By Krista Odom, WI-HER Program Coordinator

Golbo, Amhara, Ethiopia, 2017
Golbo, Amhara, Ethiopia, 2017

I arrived for the first time at my Peace Corps site in February 2016. My assigned counterpart loaded me up with my luggage and newly purchased mattress on a public transport van and jumped in. I did not speak the local language at the time and my counterpart spoke minimal English, but I did understand that there was an issue with the transport: we would not be able to get to the site using the transport van that had my mattress tied to the roof. I did not understand why or what the solution would be.

Then I arrived at the bottom of the mountain on the main road. Here a trail led up the side of the mountain and zigzagged through the stepped farmland for 2 kilometers on the road to Golbo, Amhara, Ethiopia. Transport by vehicles was not possible; instead my mattress and suitcase were tied to the side of a camel, and we would arrive on foot. At the time, the remote nature of my home for the next two years was a source of anxiety. But I felt reassured when I heard that Ethiopian Rebel Forces were heading down that same main road to the base of the mountain; I thought that Golbo would be spared from the ongoing conflict that has plagued Ethiopia for a year. However, when the dust settled and cell phone service was restored to the area, I learned that Golbo was not protected.

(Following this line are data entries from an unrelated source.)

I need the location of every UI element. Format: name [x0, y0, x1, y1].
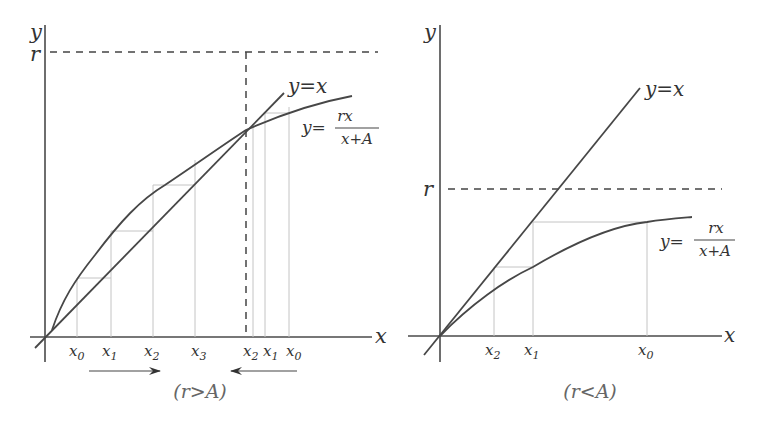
svg-text:x2: x2 — [243, 342, 258, 363]
caption-left: (r>A) — [173, 380, 227, 402]
right-panel: y r x y=x y= rx x+A x2 x1 x0 (r<A) — [408, 20, 735, 402]
curve-label: y= rx x+A — [301, 107, 379, 148]
svg-text:x1: x1 — [102, 342, 117, 363]
svg-text:x1: x1 — [524, 341, 539, 362]
left-panel: y r x y=x y= rx — [29, 20, 387, 402]
x-axis-label: x — [375, 324, 387, 348]
cobweb-right — [253, 107, 289, 337]
x-axis-label: x — [724, 323, 735, 347]
tick-labels-left: x0 x1 x2 x3 x2 x1 x0 — [69, 342, 301, 363]
caption-right: (r<A) — [563, 380, 617, 402]
identity-label: y=x — [644, 77, 684, 101]
cobweb-left — [77, 160, 195, 337]
svg-text:x+A: x+A — [699, 242, 731, 260]
y-axis-label: y — [29, 20, 43, 44]
identity-line — [35, 93, 284, 348]
rational-curve — [440, 217, 692, 336]
cobweb-figure: y r x y=x y= rx — [0, 0, 760, 431]
tick-labels: x2 x1 x0 — [485, 341, 653, 362]
svg-text:rx: rx — [708, 219, 724, 237]
r-label: r — [423, 177, 435, 201]
y-axis-label: y — [423, 20, 437, 44]
svg-text:x0: x0 — [69, 342, 84, 363]
svg-text:x0: x0 — [638, 341, 653, 362]
svg-text:rx: rx — [337, 107, 353, 125]
identity-label: y=x — [287, 74, 327, 98]
r-label: r — [30, 42, 42, 66]
svg-text:x3: x3 — [191, 342, 206, 363]
svg-text:x0: x0 — [286, 342, 301, 363]
svg-text:x2: x2 — [485, 341, 500, 362]
svg-text:x2: x2 — [144, 342, 159, 363]
svg-text:x1: x1 — [263, 342, 278, 363]
svg-text:y=: y= — [659, 231, 684, 251]
curve-label: y= rx x+A — [659, 219, 735, 260]
svg-text:y=: y= — [301, 117, 326, 137]
svg-text:x+A: x+A — [341, 130, 373, 148]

While I am not sure what is fact and what is fiction, I do know that the stories that I am hearing from the Amhara Ethnic group that populates Golbo are not unique to them. They are the same stories being told by the Tigrayan people also entrenched in the civil conflict. Human rights violations and ethnic killings have been reported since the beginning of the conflict.

The conflict reminds me of the Amharic Folktale, Three Deaf People, in which no one can hear the other, no one backs down, and no one wins. The conflict is a product of politics and historical tensions, but the victims of the conflict are disproportionately the poor.

Three Deaf People 

One deaf farmer is ploughing and a deaf woman who has lost her sheep comes and asks if he has seen her sheep. She didn’t know he was deaf. 

“Have you seen my sheep?”

He said, “What I am sowing from here to here is wheat.”

So she went following his pointing finger. 

She found her sheep and gave one to the farmer out of thanks, but the gift sheep had a broken leg.

“Thank you for showing me my sheep and here’s one for you, with a broken leg.”

He said, “Please go away! Why are you stopping me working?” 

She thought he was asking for another sheep.

Finally, she said, “No, take this one.”

And they didn’t agree and went to court. 

The woman told her problem and so did he, but the judge was deaf, and said, “Whether you believe it or not, because the woman had a baby on her back, the baby is your son because he resembles you.”